I've been asked to comment on the news story about Patrick O'Donnell, a former priest of the Spokane Diocese and the Seattle Archdiocese, who settled for $600,000 to avoid a civil trial against 24 people who claim to have been sexually abused by him, though a total of 66 came forward. The abuse is not the subject of the current inquiry; he has admitted it and apologized. The current inquiry regards the extent to which the Seattle Archdiocese knew of his proclivities when it accepted his transfer from Spokane. In court on May 18, retired Archbishop Raymond Hunthausen denied having known of O'Donnell's past, though O'Donnell was transferred from Spokane to Seattle for the express purpose of undergoing treatment for deviancy according to a Seattle Times report. Presumably the purpose of the inquiry is to establish how much liability the Seattle Archdiocese might be ordered to assume.

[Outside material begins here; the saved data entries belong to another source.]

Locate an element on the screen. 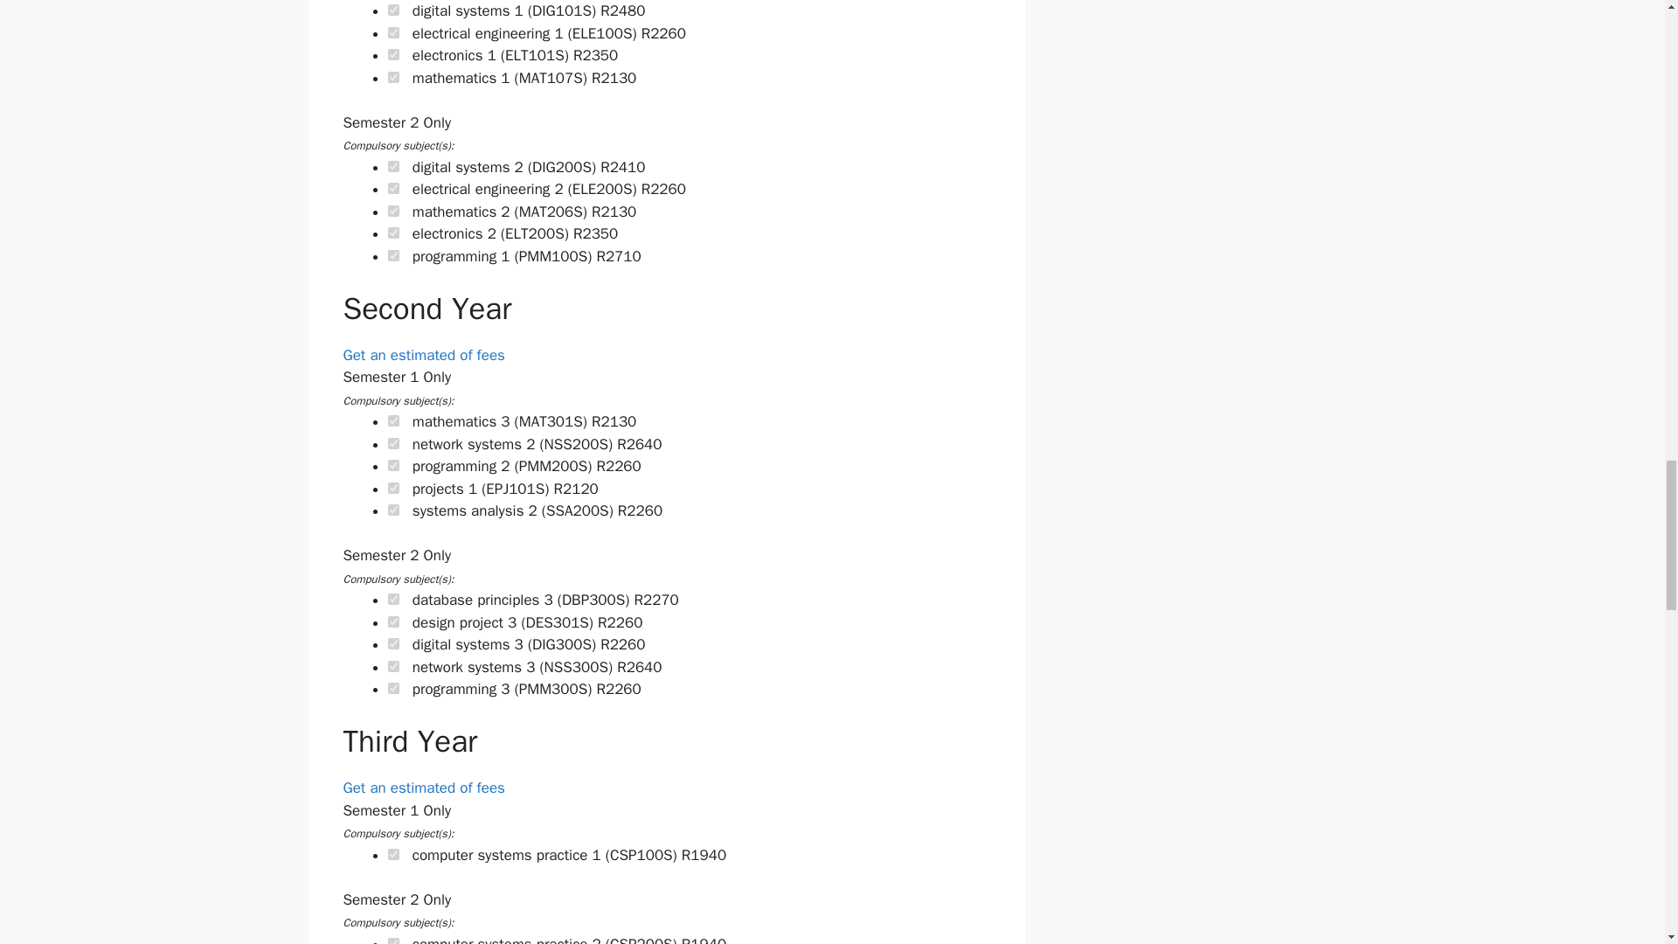 This screenshot has width=1678, height=944. 2260 is located at coordinates (393, 622).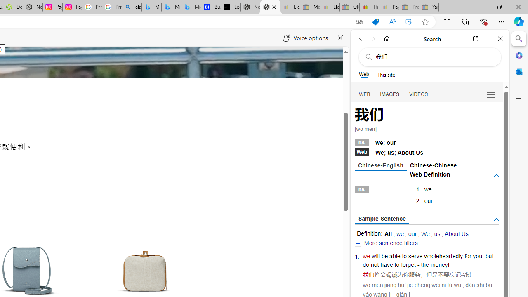  Describe the element at coordinates (192, 7) in the screenshot. I see `Microsoft Bing Travel - Shangri-La Hotel Bangkok` at that location.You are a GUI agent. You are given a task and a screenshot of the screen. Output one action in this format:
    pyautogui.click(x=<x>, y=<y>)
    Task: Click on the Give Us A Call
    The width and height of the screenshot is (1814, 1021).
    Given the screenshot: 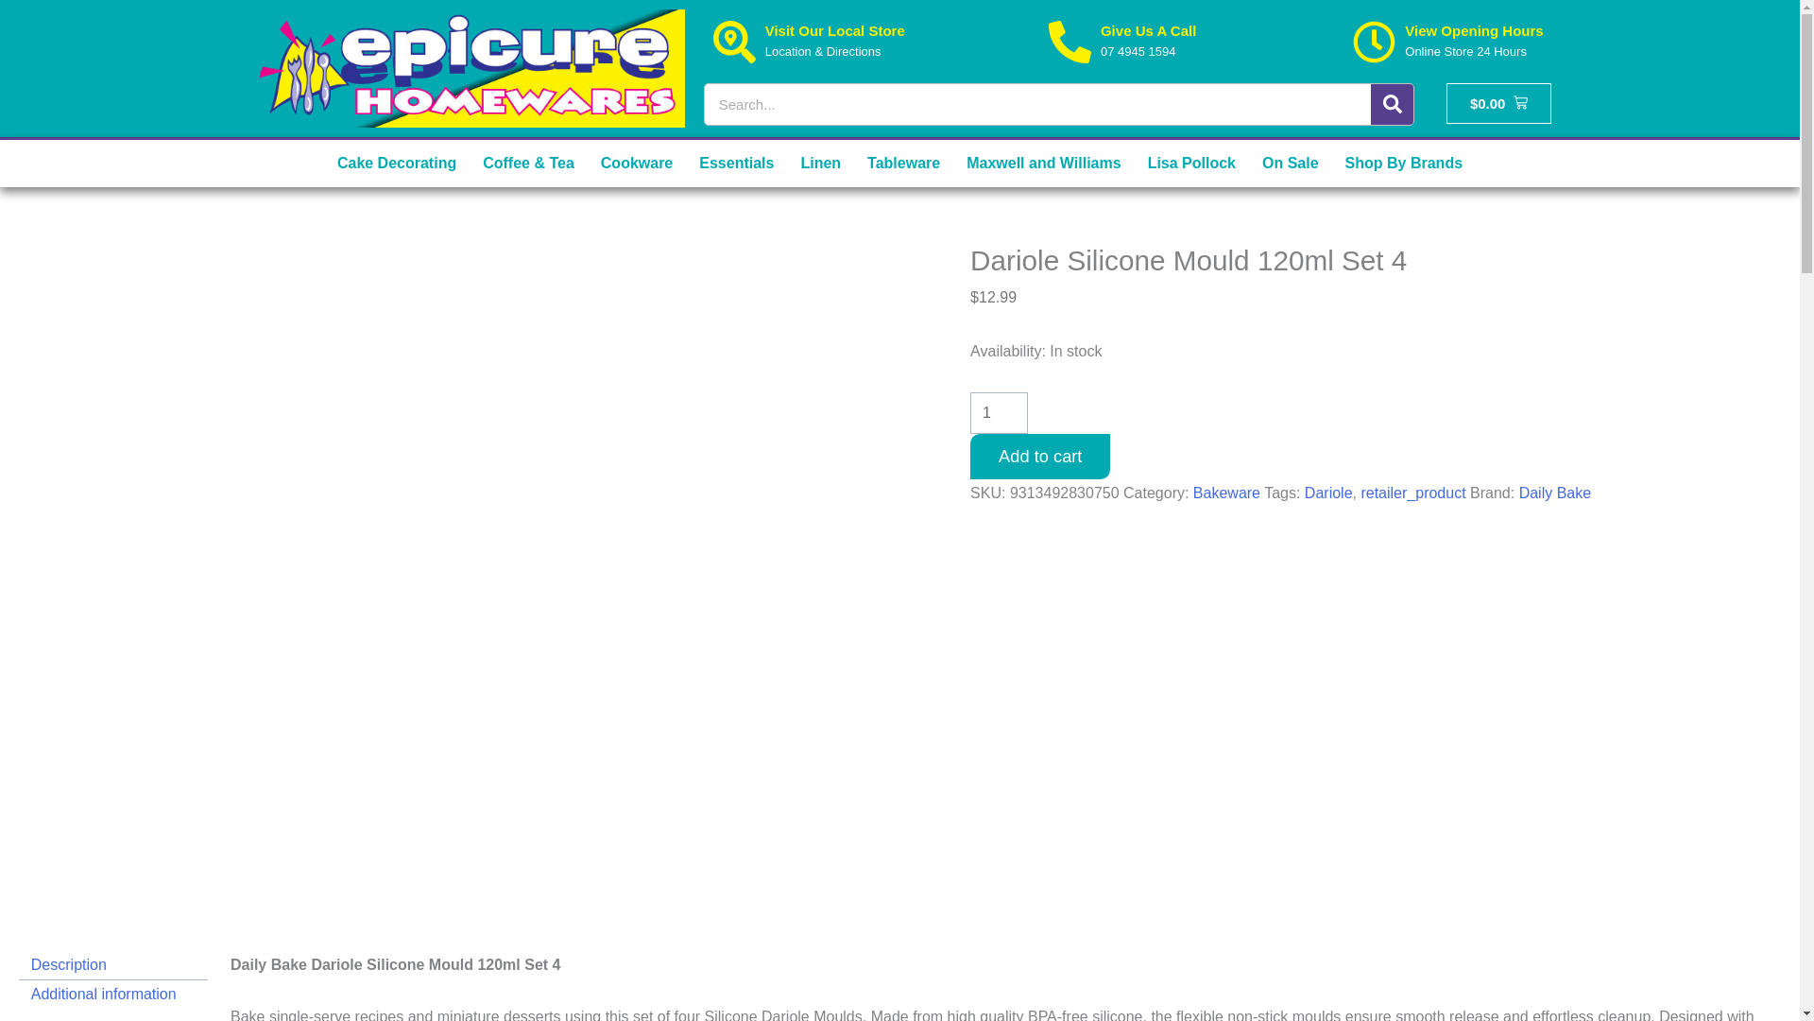 What is the action you would take?
    pyautogui.click(x=1148, y=30)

I can't comment directly on the inquiry because I wasn't there at the time and I don't know any of the people involved. I can comment on an observation of the case made by a friend; that tragedy is bound to result when the Church expects certain humans--as a matter of routine--to practice superhuman virtue. And this is true. The Church was founded in part on tragedy, the tragedy of the Cross, when a Man was put to death by people who more or less willfully misunderstood his virtues.

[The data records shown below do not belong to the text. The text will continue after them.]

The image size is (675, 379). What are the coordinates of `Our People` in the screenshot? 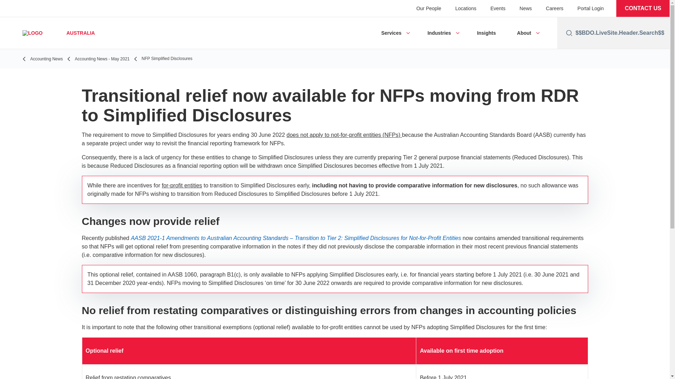 It's located at (429, 8).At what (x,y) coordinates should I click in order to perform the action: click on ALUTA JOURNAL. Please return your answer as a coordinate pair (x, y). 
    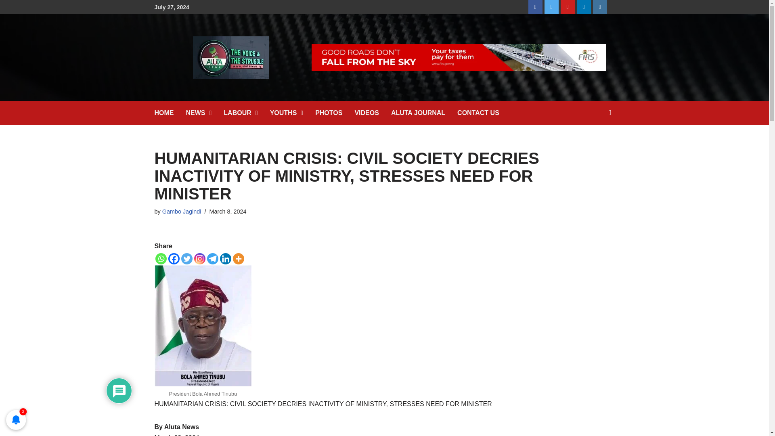
    Looking at the image, I should click on (424, 113).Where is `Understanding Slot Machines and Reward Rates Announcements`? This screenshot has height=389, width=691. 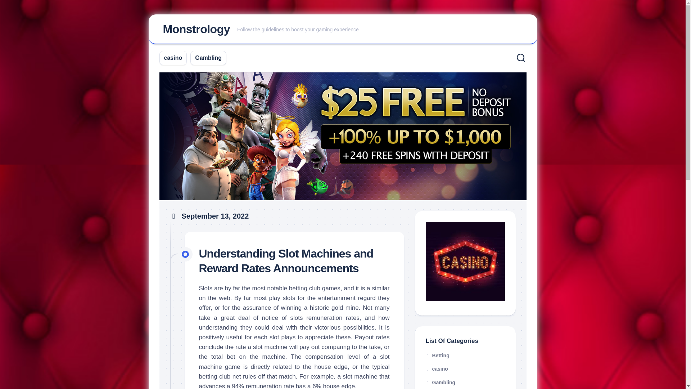 Understanding Slot Machines and Reward Rates Announcements is located at coordinates (286, 261).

To live the perfect hope, perfect faith, perfect charity, perfect obedience, perfect humility, perfect chastity, and perfect poverty that priests are called for is, humanly speaking, simply impossible. They are called in the hope that they will do these things, not with their own strength alone, but with assistance from God, who promised to help those who serve. As a matter of faith, the assistance is there. As a matter of practice and of human weakness, not all priests unfailingly avail themselves of it. But to focus on the failures is not the main point for persons of faith. It requires no faith to hold forth on failure. Failure is, and the focus of faith is that which is not yet. Did Patrick O'Donnell merit any faith being placed in his ability to recover? Possibly not; but faith is not--or should not--be meted out solely on the basis of merit. The purest faith is that which is blind to merit.

Prelates like Hunthausen are by the nature of their job in a difficult position. They are asked to demonstrate faith, yet they are also asked to deal with concrete matters such as sexual predation. Practicality says that failure is to be expected; faith says that, despite failures, good can come, even if we don't know what it is, and may not even live to see any of it. Faith is often--usually--betrayed. But it is the nature of faith to seek good even in the ruins wrought by betrayal. Faith has nothing. It is nothing. It possesses nothing and expects nothing; and for these very reasons it alone of all human qualities lays hold of immortality.